Much of Reisen's work has centered on history, especially New England history. She wrote narration and scripts for HBO's Fire at the Cocoanut Grove and The Wall Street Crash as well as WGBH's New England Begins, nominated for a regional Emmy.
Reisen was Co-Producer of Blacklisted, a three-hour radio drama, in six episodes, that blends documentary materials with a narrative story thread. Broadcast on U.S. and Australian public radio, the production was nominated for a Peabody Award, and won the Grand Award of the New York Festival for International Radio Programming.
Reisen founded and is President Emeritus of New England Women in Film and Video, and has published articles on Mexican subjects in Travel and Leisure, Provincetown Arts and Tin House.

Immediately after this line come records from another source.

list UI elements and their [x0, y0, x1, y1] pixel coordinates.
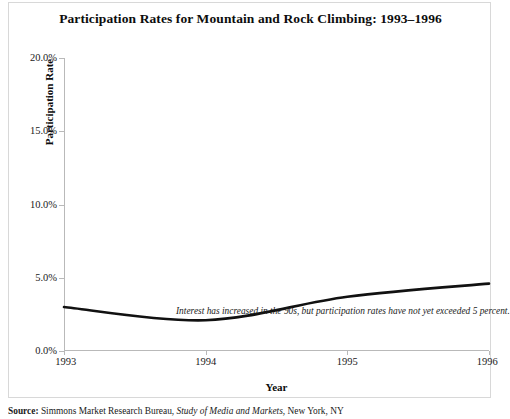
y-tick-label: 0.0%: [35, 346, 57, 357]
x-tick-label: 1995: [337, 357, 358, 368]
source-organization: Simmons Market Research Bureau,: [41, 406, 174, 416]
y-tick-label: 20.0%: [30, 53, 57, 64]
x-tick-mark: [206, 351, 207, 355]
chart-figure: Participation Rates for Mountain and Roc…: [8, 2, 491, 398]
y-tick-label: 15.0%: [30, 126, 57, 137]
x-tick-label: 1994: [195, 357, 216, 368]
source-note: Source: Simmons Market Research Bureau, …: [8, 406, 503, 416]
x-tick-label: 1993: [55, 357, 76, 368]
source-publication: Study of Media and Markets,: [177, 406, 286, 416]
source-place: New York, NY: [287, 406, 343, 416]
x-tick-mark: [347, 351, 348, 355]
plot-area: 0.0%5.0%10.0%15.0%20.0% 1993199419951996…: [64, 58, 489, 351]
x-tick-label: 1996: [477, 357, 498, 368]
x-tick-mark: [64, 351, 65, 355]
y-axis-title: Participation Rate: [43, 22, 55, 182]
chart-title: Participation Rates for Mountain and Roc…: [9, 11, 492, 27]
x-tick-mark: [489, 351, 490, 355]
y-tick-label: 5.0%: [35, 273, 57, 284]
source-label: Source:: [8, 406, 39, 416]
y-tick-label: 10.0%: [30, 199, 57, 210]
x-axis-title: Year: [64, 381, 489, 393]
chart-annotation: Interest has increased in the 90s, but p…: [176, 306, 510, 316]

The Most Dangerous Woman in America (Typhoid Mary) Emmy® nominee
This gripping hour unfolds almost like a lost episode of Mystery"
- The Seattle Times
...tells a roaring good tale"
- TV Guide
The quasi-Gothic tale [is] a bit of fascinating social and scientific history."
- Chicago Tribune
Alone on the Ice
(Admiral Richard Byrd)
TV's best history/ documentary series is at its best."
- Cincinnati Post
Houdini
...a fascinating program."
- Chicago Sun Times
Amelia Earhart
A superb job of unearthing the woman behind the legend."